3 tips for TED speakers (and other talkers)
March 22nd, 2012
Okay, so yeah. TED is amazing. It's a culture-shaping, era-defining, not entirely uncontroversial extravapalooza that has earned the mind share, eyeballs, and admiration of tens of millions of global citizens. I had a chance to do a TED Talk a few years ago. And last year, my pal Bruno Giussani, one of TED's impresarios, asked me to write up some advice for future speakers.
I stumbled across that advice the other day — and decided to repurpose it on the Pink Blog in the hopes it will help the legions of TEDx speakers and anyone else trying to move others by standing and delivering.
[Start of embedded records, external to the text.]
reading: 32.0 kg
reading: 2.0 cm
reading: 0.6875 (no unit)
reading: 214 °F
Here are my three key tips.
1. Prepare . . . but not too much.
These days, very few TED speakers arrive unprepared and just try to wing their presentations. That's great. Preparing is a sign of respect for your audience — and the only way to wrangle your ideas inside an18- or 9-minute fence. But lately I've seen a handful of people who were too prepared and too rehearsed. Their presentations were so heavily shellacked that they seemed inauthentic; their ideas suffocated under all that varnish. Remember: Human beings, despite their imperfections (and sometimes because of their imperfections), are far more persuasive than expertly-tuned presentation robots.
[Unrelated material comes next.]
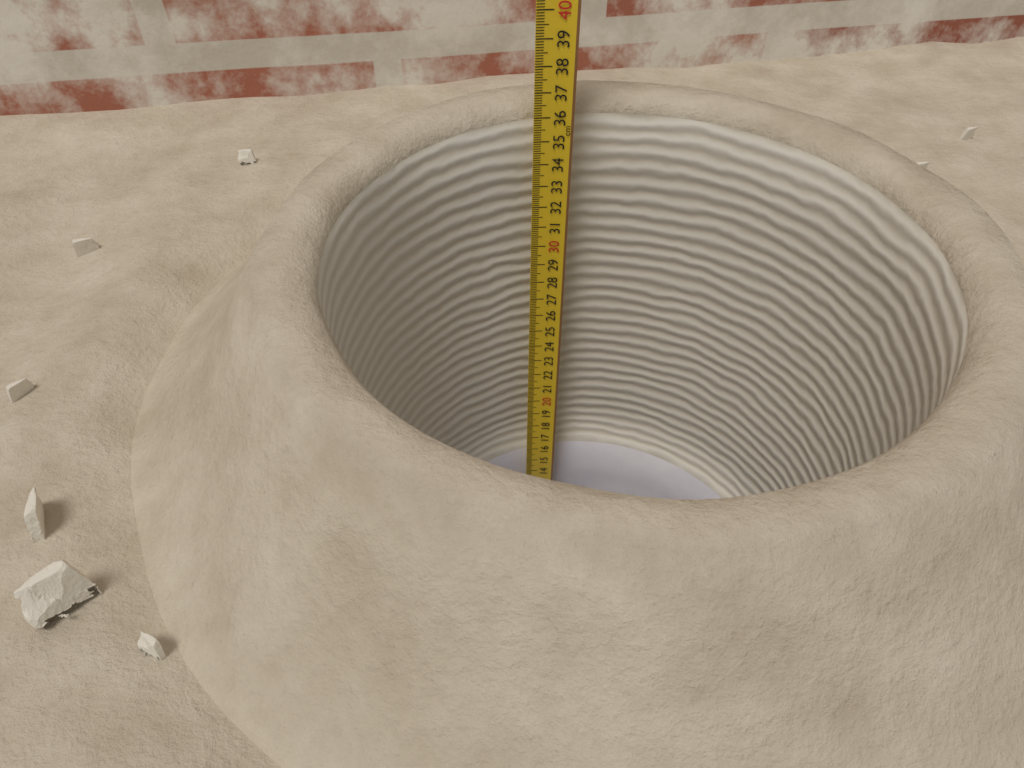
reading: 36.2 cm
2. Say something important.
There's a big difference between saying some important things and saying something important. Your goal isn't to demonstrate how much you know or to catalog your many insights, but to leave the audience with one idea to ponder — or better, one step to take. When people hear some important things, their heads nod. When they hear something important, their souls stir, their brains engage, and their bodies prepare to act.
3. Say it like yourself.
Don't mimic someone else's style or conform to what you think is a particular "TED way" of presenting. That's boring, banal, and backward. Don't try to be the next Ken Robinson or the next Jill Bolte Taylor. Be the first you.